Coumarin is the reason "which cinnamon?" is a compliance question, not just a flavour question. It's a naturally occurring aromatic compound that is hepatotoxic at sustained high intakes — and the two plants sold as "cinnamon" differ in coumarin content by a factor of 50 to 300.

Quick answer: True Ceylon cinnamon (Cinnamomum verum, Sri Lanka) contains only trace coumarin — typically 10–50 ppm (0.001–0.005%), often below common detection thresholds. Cassia varieties (C. cassia, C. burmannii, C. loureiroi) typically test at 2,000–5,000+ ppm. That difference is why Ceylon cinnamon passes European food-safety review with room to spare while cassia-based products are the ones that trigger coumarin findings.

Why regulators care about coumarin

The European Food Safety Authority set a Tolerable Daily Intake (TDI) of 0.1 mg coumarin per kg of body weight per day. For a 60 kg adult that's 6 mg/day. With cassia at ~3,000 ppm, a heavy daily cinnamon habit — think cinnamon tea, supplements, or a child eating cinnamon-dusted porridge every morning — can approach the TDI. With Ceylon at 10–50 ppm, it effectively cannot.

Germany's BfR risk assessments in 2006 and 2012 put cassia coumarin on the regulatory map, and the EU responded with maximum levels in foods where cinnamon is used as a flavouring ingredient, under Regulation (EC) 1334/2008 (retained in UK law post-Brexit):

Food categoryCoumarin limit
Traditional / seasonal bakery (e.g. cinnamon stars)50 mg/kg
Breakfast cereals incl. muesli20 mg/kg
Fine bakery ware (other)15 mg/kg
Desserts5 mg/kg

Note what these limits mean for a manufacturer: the limit applies to the finished food, so your effective cinnamon dosage ceiling depends entirely on the coumarin content of the cinnamon you buy. Formulate with 3,000 ppm cassia and a 15 mg/kg bakery limit caps cinnamon at ~0.5% of the recipe. Formulate with 20 ppm Ceylon and the coumarin limit stops being the binding constraint at all.

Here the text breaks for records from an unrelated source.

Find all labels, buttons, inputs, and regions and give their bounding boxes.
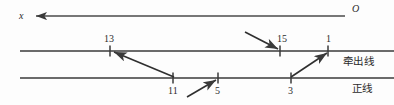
track-name-main: 正线 — [352, 83, 373, 94]
movement-arrow-13-11 — [114, 52, 174, 77]
diagram-canvas — [0, 0, 394, 105]
movement-arrow-into-5 — [187, 80, 216, 97]
track-name-lead: 牵出线 — [343, 56, 374, 67]
axis-label-x: x — [19, 11, 23, 21]
movement-arrow-3-1 — [291, 53, 327, 77]
tick-label-5: 5 — [215, 86, 220, 96]
tick-label-11: 11 — [168, 86, 178, 96]
movement-arrow-into-15 — [245, 32, 278, 49]
tick-label-13: 13 — [104, 34, 114, 44]
tick-label-1: 1 — [326, 34, 331, 44]
axis-label-o: O — [352, 4, 359, 14]
railway-shunting-diagram: x O 13 15 1 11 5 3 牵出线 正线 — [0, 0, 394, 105]
tick-label-15: 15 — [277, 34, 287, 44]
tick-label-3: 3 — [288, 86, 293, 96]
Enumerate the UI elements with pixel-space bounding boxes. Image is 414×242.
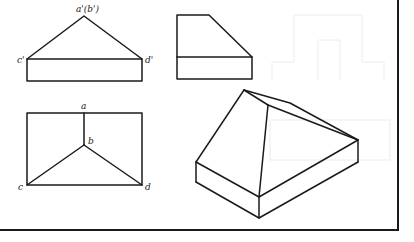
- label-d-prime: d': [145, 55, 153, 65]
- iso-left-roof-edge: [196, 90, 244, 162]
- front-view-roof: [27, 16, 142, 59]
- iso-ridge-front: [244, 90, 268, 105]
- front-view-base: [27, 59, 142, 81]
- top-view: a b c d: [18, 101, 151, 192]
- iso-hip-front: [259, 105, 268, 197]
- iso-ridge-back: [244, 90, 358, 140]
- label-a: a: [81, 101, 86, 111]
- label-b: b: [88, 136, 94, 146]
- drawing-svg: a'(b') c' d' a b c d: [0, 0, 414, 242]
- label-d: d: [145, 182, 151, 192]
- label-c-prime: c': [17, 55, 25, 65]
- iso-base-bottom: [196, 162, 358, 218]
- top-view-hip-bc: [27, 145, 84, 185]
- side-view-base: [177, 57, 252, 79]
- isometric-view: [196, 90, 358, 218]
- label-a-prime-b-prime: a'(b'): [76, 4, 100, 14]
- iso-base-top: [196, 140, 358, 197]
- background-ghost-lines: [270, 15, 390, 160]
- label-c: c: [18, 182, 23, 192]
- technical-drawing: a'(b') c' d' a b c d: [0, 0, 414, 242]
- front-view: a'(b') c' d': [17, 4, 153, 81]
- top-view-hip-bd: [84, 145, 142, 185]
- iso-hip-right: [268, 105, 358, 140]
- side-view: [177, 15, 252, 79]
- side-view-roof: [177, 15, 252, 57]
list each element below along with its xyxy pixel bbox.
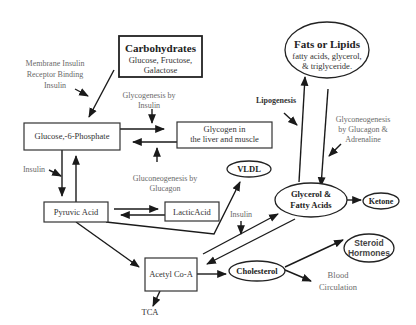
fats-line1: fatty acids, glycerol, bbox=[292, 51, 361, 61]
glycogen-line1: Glycogen in bbox=[204, 124, 247, 134]
arrow-membrane-insulin bbox=[75, 89, 88, 96]
metabolism-diagram: Carbohydrates Glucose, Fructose, Galacto… bbox=[0, 0, 416, 325]
arrow-glycerol-to-fats bbox=[299, 77, 305, 182]
node-lactic-acid: LacticAcid bbox=[165, 202, 219, 221]
membrane-line3: Insulin bbox=[44, 81, 66, 90]
glyconeogenesis-line2: by Glucagon & bbox=[338, 125, 388, 134]
fats-line2: & triglyceride. bbox=[302, 61, 352, 71]
arrow-pyruvic-to-acetyl bbox=[76, 222, 139, 267]
arrow-acetyl-to-tca bbox=[153, 291, 160, 306]
membrane-line2: Receptor Binding bbox=[27, 70, 84, 79]
glycogen-line2: the liver and muscle bbox=[190, 134, 259, 144]
glycerol-line1: Glycerol & bbox=[291, 189, 331, 199]
gluconeogenesis-line1: Gluconeogenesis by bbox=[133, 174, 198, 183]
glycogenesis-line1: Glycogenesis by bbox=[122, 91, 175, 100]
label-membrane-insulin: Membrane Insulin Receptor Binding Insuli… bbox=[26, 59, 85, 90]
blood-line1: Blood bbox=[328, 270, 350, 280]
carbohydrates-title: Carbohydrates bbox=[125, 42, 197, 54]
membrane-line1: Membrane Insulin bbox=[26, 59, 85, 68]
blood-line2: Circulation bbox=[319, 282, 358, 292]
arrow-glyconeogenesis bbox=[329, 144, 341, 156]
fats-title: Fats or Lipids bbox=[294, 38, 361, 50]
node-ketone: Ketone bbox=[363, 193, 399, 209]
node-steroid-hormones: Steroid Hormones bbox=[344, 234, 394, 262]
node-glucose-6-phosphate: Glucose,-6-Phosphate bbox=[24, 123, 120, 150]
label-glyconeogenesis: Glyconeogenesis by Glucagon & Adrenaline bbox=[336, 115, 391, 144]
label-glycogenesis: Glycogenesis by Insulin bbox=[122, 91, 175, 110]
acetyl-label: Acetyl Co-A bbox=[149, 269, 194, 279]
gluconeogenesis-line2: Glucagon bbox=[149, 184, 180, 193]
glyconeogenesis-line3: Adrenaline bbox=[345, 135, 381, 144]
ketone-label: Ketone bbox=[369, 197, 394, 206]
arrow-glycerol-to-acetyl bbox=[207, 219, 295, 264]
arrow-carbs-to-g6p bbox=[89, 70, 114, 117]
label-lipogenesis: Lipogenesis bbox=[256, 96, 296, 105]
glycerol-line2: Fatty Acids bbox=[290, 200, 332, 210]
lactic-label: LacticAcid bbox=[173, 207, 212, 217]
label-gluconeogenesis: Gluconeogenesis by Glucagon bbox=[133, 174, 198, 193]
label-insulin-left: Insulin bbox=[23, 165, 45, 174]
node-carbohydrates: Carbohydrates Glucose, Fructose, Galacto… bbox=[119, 36, 202, 77]
glycogenesis-line2: Insulin bbox=[138, 101, 160, 110]
arrow-cholesterol-to-blood bbox=[285, 270, 311, 281]
node-fats-lipids: Fats or Lipids fatty acids, glycerol, & … bbox=[285, 22, 369, 78]
arrow-insulin-left bbox=[49, 170, 61, 176]
vldl-label: VLDL bbox=[237, 164, 261, 174]
tca-label: TCA bbox=[142, 307, 160, 317]
steroid-line2: Hormones bbox=[348, 248, 390, 258]
node-pyruvic-acid: Pyruvic Acid bbox=[44, 202, 108, 222]
node-cholesterol: Cholesterol bbox=[229, 261, 285, 281]
arrow-fats-to-glycerol bbox=[321, 89, 328, 186]
carbohydrates-line1: Glucose, Fructose, bbox=[129, 55, 193, 65]
node-acetyl-coa: Acetyl Co-A bbox=[145, 258, 197, 291]
glyconeogenesis-line1: Glyconeogenesis bbox=[336, 115, 391, 124]
node-glycerol-fatty-acids: Glycerol & Fatty Acids bbox=[275, 183, 347, 217]
label-insulin-mid: Insulin bbox=[230, 210, 252, 219]
arrow-lipogenesis bbox=[284, 113, 297, 125]
cholesterol-label: Cholesterol bbox=[236, 266, 278, 276]
glucose6p-label: Glucose,-6-Phosphate bbox=[35, 131, 110, 141]
pyruvic-label: Pyruvic Acid bbox=[54, 207, 99, 217]
node-vldl: VLDL bbox=[227, 161, 271, 177]
steroid-line1: Steroid bbox=[354, 238, 383, 248]
arrow-cholesterol-to-steroid bbox=[285, 240, 343, 267]
node-glycogen: Glycogen in the liver and muscle bbox=[177, 122, 272, 148]
carbohydrates-line2: Galactose bbox=[144, 65, 178, 75]
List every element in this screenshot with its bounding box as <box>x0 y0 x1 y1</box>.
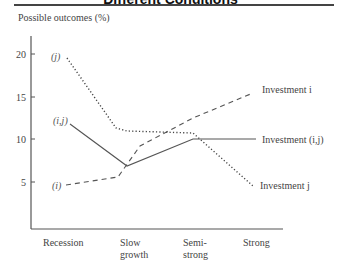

Ceylon vs cassia: the numbers

ParameterCeylon (C. verum)Cassia (C. cassia / burmannii)
Typical coumarin10–50 ppm (trace)2,000–5,000+ ppm
OriginSri Lanka (also S. India)China, Indonesia, Vietnam
Quill structureMany thin, papery layers rolled like a cigarSingle thick bark layer, hard scroll
ColourLight tan-brownReddish dark brown
FlavourDelicate, citrusy-sweetIntense, hot-sweet
Price4–10x cassiaCommodity

The price gap is exactly why substitution and blending happen. Ground cinnamon is where the risk concentrates — once bark is powdered, the visual cues disappear, and "Ceylon" powder cut with cassia is undetectable without a lab.

How coumarin is actually tested

Coumarin is quantified by HPLC (high-performance liquid chromatography), reported in mg/kg (ppm). A serious Ceylon supplier reports coumarin on the Certificate of Analysis for every lot — not as "complies" but as a number. Because true Ceylon runs so low, the result often reads "<LOQ" (below limit of quantification) or a single-digit-to-double-digit ppm figure. If a "Ceylon" CoA shows hundreds of ppm, you're looking at cassia blending.

For species verification beyond coumarin, labs can add cinnamaldehyde profiling or DNA barcoding, but for import purposes the coumarin number plus origin documentation (Sri Lankan export permit for true Ceylon) is the standard evidence pack.

A buyer's specification for Ceylon cinnamon

If you're procuring Ceylon cinnamon for the EU or UK, your RFQ should include exactly these lines:

Species: Cinnamomum verum (syn. C. zeylanicum), Sri Lankan origin
Grade: Alba / C5 / C4 quills, or powder with quill-grade traceability
Coumarin (HPLC): reported in ppm on CoA, each lot
Moisture: max 12%
Volatile oil: min 1.0%
ETO: not detected
Salmonella: absent in 25g
CoA: NABL or ISO 17025-accredited lab, dated within 90 days

SpiceModo's Ceylon cinnamon

We supply true Cinnamomum verum quills (including Alba grade) and powder with coumarin reported in ppm on every NABL-accredited CoA — well within EU and UK limits — plus ETO non-detect certificates for European clearance. See the Ceylon Cinnamon product page for full specifications, or read our B2B guide to importing spices for documentation and Incoterm details.

Want the coumarin number before you commit?

We'll send a recent CoA and a quill sample so your lab can verify species and coumarin content.